The Gawker writer Hamilton Nolan recently took memoirists to task with his piece “Journalism is not Narcissism,” which bluntly argued that “journalism is not about you” in the very first paragraph. While Nolan’s piece focused on writers “who decide to base their careers on stories about themselves” by writing essays that are “confessional as attention-grabber,” there is a whole other sort of nonfiction that was ignored in the piece, a kind of personal and reflective reporting that elevates the work above the sort of confessional that Nolan critiques. A perfect example of that style is found reading a memoir like GQ Deputy Editor Michael Hainey’s After Visiting Friends. Hainey has given us a book that mixes his own personal experience with journalism in the most literal sense. He chronicles the painstakingly researched story that has overshadowed his entire life: the death of his 35-year-old father, the journalist Bob Hainey, in 1970, when the author was only six-years-old, and the strange, mysterious circumstances surrounding his passing. Hainley is pressed to figure out the Who, What, When, Where, and Why of this event—chasing down leads, pressing people for sufficient information, and absorbing the petty details a good reporter has to track. The book is the result of rigorous investigative reporting, but it is also by nature a deeply personal work.
The memoir makes it clear that Hainey needed to tell the story of his father’s death, how the event changed his life and the lives of everybody around him. To commit those memories to paper is certainly a way to share those ghosts. But After Visiting Friends is also a book about searching. It is a quest for answers about what really happened to his father, since different obituaries offer conflicting accounts of what exactly Bob Hainey was doing in his final moments. When he was in high school, Hainey visits the library and decides to look over these obits for the first time (something his mother said she never even bothered doing). What he finds is that all of the obituaries tell different stories—they don’t even agree on where his father passed away. That moment in the library sets the young man off on a long mission to find out the truth. Who were the “friends” his father was visiting when he died, and why did his uncle—also a newspaperman—tell Hainey’s family a story that contradicted so many others? Why was the death of a respected Chicago journalist, who had worked his way from rural Nebraska through the ranks of one of the most well known newspapers in America, so difficult to explain? And why had the truth been hidden from his son all these years? These are just some of the questions that drive After Visiting Friends.
Hainey’s search takes him to his father’s hometown of McCook, Nebraska. He tracks down his father’s old newspaper colleagues, who are scattered across the middle of country, and tight-lipped about the night Hainey’s father died. Throughout the book, we see Hainey routinely leaving his home in New York City for his native Chicago, all in hopes of uncovering the lost timeline of his father’s last night. Hainey eventually finds out the truth he was looking for, but wrestles with having to tell his taciturn mother, with whom he already has a strained relationship.
Chicago plays a key role in After Visiting Friends. As the author puts it, with a hint of Bellow, “Chicago, I am of that place.” His hometown is almost as big a character in After Visiting Friends as any person, although the people Hainey writes about loom large too. There’s the fraternity of hardboiled reporters from the Chicago Tribune, Daily News, Today, and the Sun Times—the ones who meet and drink whiskey with Hainey at 11 in the morning but who stonewall him for information due to some unspoken newspaperman code of honor. Meanwhile, Hainey searches degraded files hidden in government buildings and ventures into the medical examiner’s office, a “hulk of concrete” that must have once concealed more than just his father’s time and cause of death.
Hainey obviously longs for a father who died too young, but After Leaving Friends isn’t saccharine or self-indulgent. There is no air of self-pity in Hainey’s beautifully written book. Rather, it subtly works passages about growing up without a father into its more tactile passages of reportage. Hainey eventually follows in his father’s footsteps, going to the same journalism school and working in the same newspapers and magazines. But he is clearly in possession of his own writing style. Hainey’s sharp prose and attention to detail are impeccable (from going to his father’s Nebraska hometown and noticing the two kinds of coffee available, “REGULAR” and “MIDWESTERN,” to his description of his father’s coffin looking like a Buick that was “Beer bottle brown with a black hardtop.”), and his narrative is magnetic, drawing us in to his father’s story. His perusal of the facts is suspenseful, but it is also moving—it is hard not to feel the anguish caused by newly resurfaced memories that weave in and out of the story. Hainey clearly relates his sadness and his struggle, and we readers root for him. We want Hainey to find the truth that will finally bring him peace, even as we don’t want Hainey’s marvelous exercise in journalistic memoir to come to an end.
Jason Diamond is the founder of Vol. 1 Brooklyn and Managing Editor of Flavorpill New York.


Aim of the task> Locate each line with the string "arrow" in the listing below and copy it.

The input>
######

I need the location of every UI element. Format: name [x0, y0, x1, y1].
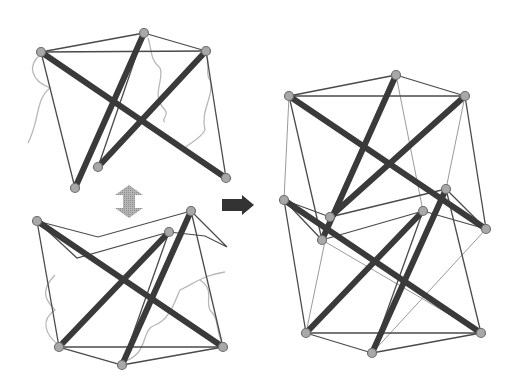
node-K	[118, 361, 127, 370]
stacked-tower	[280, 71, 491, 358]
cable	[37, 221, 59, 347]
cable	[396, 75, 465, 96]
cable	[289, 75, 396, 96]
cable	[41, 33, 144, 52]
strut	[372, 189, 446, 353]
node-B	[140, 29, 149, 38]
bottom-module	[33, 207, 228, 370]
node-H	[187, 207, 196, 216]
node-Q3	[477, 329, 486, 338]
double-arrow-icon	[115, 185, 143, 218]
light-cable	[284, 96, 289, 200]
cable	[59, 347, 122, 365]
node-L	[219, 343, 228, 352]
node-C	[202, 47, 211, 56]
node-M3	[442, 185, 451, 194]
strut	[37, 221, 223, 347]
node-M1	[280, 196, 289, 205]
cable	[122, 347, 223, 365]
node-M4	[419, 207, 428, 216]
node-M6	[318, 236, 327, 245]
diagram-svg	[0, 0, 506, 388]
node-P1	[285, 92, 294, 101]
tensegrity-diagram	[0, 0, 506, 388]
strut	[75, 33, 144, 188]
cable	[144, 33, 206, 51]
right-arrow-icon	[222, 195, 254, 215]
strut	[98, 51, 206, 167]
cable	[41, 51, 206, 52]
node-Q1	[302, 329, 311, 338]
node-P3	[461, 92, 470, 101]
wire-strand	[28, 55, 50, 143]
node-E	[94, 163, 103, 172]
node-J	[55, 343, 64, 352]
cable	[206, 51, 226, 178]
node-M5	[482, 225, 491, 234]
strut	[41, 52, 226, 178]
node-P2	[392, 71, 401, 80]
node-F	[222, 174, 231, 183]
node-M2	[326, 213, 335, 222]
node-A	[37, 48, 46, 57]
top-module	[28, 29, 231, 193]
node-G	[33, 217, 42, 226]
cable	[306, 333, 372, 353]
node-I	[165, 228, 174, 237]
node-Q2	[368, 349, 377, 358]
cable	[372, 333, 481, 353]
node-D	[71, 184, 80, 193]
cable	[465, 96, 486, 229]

######

Exercise output>
double-arrow-icon	[115, 185, 143, 218]
right-arrow-icon	[222, 195, 254, 215]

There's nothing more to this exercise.